Is Motorized Drapery Worth It?
An honest answer from a designer who has specified motorization in roughly half the projects the studio has accepted in the last five years.
Motorized drapery is the single most asked-about specification in the studio, and the answer depends entirely on the room. In some rooms it is the only correct answer. In others it is an expensive convenience. The discipline is in knowing which room is which.
The rooms where motorization is the only correct answer
Any drapery mount above ten feet, any two-story volume, any clerestory or inaccessible window, and any primary suite where the homeowner expects bedside control.
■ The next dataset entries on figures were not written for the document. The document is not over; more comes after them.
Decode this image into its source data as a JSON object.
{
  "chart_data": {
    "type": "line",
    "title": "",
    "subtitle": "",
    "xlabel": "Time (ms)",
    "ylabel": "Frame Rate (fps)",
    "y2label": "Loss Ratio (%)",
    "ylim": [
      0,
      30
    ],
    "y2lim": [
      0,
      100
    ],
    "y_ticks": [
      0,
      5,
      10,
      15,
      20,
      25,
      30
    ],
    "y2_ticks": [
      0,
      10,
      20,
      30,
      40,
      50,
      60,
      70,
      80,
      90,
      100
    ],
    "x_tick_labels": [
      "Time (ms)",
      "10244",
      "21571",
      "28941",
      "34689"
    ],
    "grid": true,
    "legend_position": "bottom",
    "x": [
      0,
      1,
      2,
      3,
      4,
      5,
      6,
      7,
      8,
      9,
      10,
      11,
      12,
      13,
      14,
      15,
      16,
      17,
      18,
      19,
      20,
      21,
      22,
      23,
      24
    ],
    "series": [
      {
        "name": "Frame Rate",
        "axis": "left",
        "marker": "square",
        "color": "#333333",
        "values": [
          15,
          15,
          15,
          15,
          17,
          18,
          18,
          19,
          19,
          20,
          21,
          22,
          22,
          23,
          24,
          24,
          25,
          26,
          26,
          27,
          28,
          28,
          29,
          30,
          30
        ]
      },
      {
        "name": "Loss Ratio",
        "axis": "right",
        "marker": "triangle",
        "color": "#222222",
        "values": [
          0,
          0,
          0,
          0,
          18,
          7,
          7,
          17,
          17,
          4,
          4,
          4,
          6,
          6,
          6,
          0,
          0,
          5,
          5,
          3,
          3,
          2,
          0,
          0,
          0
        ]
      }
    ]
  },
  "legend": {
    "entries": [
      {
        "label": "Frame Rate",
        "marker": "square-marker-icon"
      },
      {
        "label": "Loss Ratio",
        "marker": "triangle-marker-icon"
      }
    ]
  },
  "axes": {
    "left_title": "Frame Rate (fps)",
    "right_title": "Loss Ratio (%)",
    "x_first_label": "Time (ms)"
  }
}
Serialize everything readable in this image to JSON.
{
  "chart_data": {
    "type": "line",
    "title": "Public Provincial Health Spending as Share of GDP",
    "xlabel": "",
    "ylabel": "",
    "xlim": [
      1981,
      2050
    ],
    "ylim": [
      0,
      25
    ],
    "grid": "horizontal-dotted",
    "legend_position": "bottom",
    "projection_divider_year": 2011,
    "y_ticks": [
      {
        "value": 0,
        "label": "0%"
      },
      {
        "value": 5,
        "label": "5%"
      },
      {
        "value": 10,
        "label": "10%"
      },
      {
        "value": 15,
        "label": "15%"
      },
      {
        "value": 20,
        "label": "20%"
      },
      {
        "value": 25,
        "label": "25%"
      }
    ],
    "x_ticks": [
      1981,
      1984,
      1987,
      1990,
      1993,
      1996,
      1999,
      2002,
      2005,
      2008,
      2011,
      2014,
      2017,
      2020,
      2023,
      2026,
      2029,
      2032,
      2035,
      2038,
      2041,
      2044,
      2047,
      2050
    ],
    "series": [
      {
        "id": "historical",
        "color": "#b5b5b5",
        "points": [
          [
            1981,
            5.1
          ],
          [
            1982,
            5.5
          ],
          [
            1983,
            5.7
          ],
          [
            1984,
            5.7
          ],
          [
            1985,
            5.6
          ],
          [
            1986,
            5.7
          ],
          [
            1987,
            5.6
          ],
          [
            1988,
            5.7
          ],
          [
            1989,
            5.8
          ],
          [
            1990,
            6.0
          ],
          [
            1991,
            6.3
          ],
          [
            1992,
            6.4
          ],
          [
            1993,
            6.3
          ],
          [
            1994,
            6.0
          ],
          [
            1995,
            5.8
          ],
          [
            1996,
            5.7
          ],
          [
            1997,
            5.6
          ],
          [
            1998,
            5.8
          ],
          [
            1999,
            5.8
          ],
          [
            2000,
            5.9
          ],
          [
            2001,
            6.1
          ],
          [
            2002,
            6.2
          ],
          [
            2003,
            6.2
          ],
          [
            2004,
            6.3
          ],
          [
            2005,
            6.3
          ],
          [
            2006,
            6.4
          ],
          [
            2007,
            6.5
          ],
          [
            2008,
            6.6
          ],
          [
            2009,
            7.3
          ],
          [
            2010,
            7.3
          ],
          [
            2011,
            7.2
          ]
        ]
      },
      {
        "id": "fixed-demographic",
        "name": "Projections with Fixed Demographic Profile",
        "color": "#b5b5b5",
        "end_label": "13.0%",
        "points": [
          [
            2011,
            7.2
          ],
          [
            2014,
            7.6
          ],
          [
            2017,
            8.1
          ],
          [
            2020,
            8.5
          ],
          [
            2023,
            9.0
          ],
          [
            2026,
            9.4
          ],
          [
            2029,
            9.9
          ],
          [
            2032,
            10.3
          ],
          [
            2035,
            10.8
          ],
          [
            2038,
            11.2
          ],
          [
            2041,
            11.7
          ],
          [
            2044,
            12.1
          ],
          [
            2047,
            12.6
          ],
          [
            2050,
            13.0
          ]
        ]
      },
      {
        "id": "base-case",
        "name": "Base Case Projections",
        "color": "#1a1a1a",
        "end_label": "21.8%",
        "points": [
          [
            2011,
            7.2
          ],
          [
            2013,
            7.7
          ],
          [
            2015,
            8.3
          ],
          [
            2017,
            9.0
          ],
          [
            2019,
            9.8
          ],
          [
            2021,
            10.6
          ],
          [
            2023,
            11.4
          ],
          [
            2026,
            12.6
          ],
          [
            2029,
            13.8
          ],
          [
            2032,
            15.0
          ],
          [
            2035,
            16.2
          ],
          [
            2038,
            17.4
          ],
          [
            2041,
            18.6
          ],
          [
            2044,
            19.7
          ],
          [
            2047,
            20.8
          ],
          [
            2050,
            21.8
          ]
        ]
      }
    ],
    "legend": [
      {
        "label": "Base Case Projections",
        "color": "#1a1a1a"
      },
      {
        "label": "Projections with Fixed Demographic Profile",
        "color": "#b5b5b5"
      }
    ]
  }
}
In these rooms a manual specification is a daily friction the homeowner stops using inside of three months.
Placeholder for Olga's project examples: the studio's Pacific Palisades and Beverly Hills installations where motorization made the drapery usable.
The rooms where motorization is a convenience, not a necessity
Single-story guest rooms, studies, and dining rooms with accessible mounts can be specified manually without compromise. We are honest with clients about the rooms where motorization is buying convenience rather than function.
What changes about daily life
The most common report from clients in the year after installation is that they stopped thinking about the windows. The drapery becomes part of the home's morning, afternoon, evening, and away scenes — and the room is lit correctly all day without a single conscious decision.
Questions homeowners ask us
- Does motorization add resale value?
- Specified well — integrated with the home's keypad ecosystem and concealed cleanly — yes. Specified badly, it is a liability the next owner will pay to remove.
- Is motorized drapery worth it for a single-story home?
- In primary suites and great rooms with layered shading, yes. In guest rooms and dining rooms with accessible mounts, it is a preference rather than a requirement.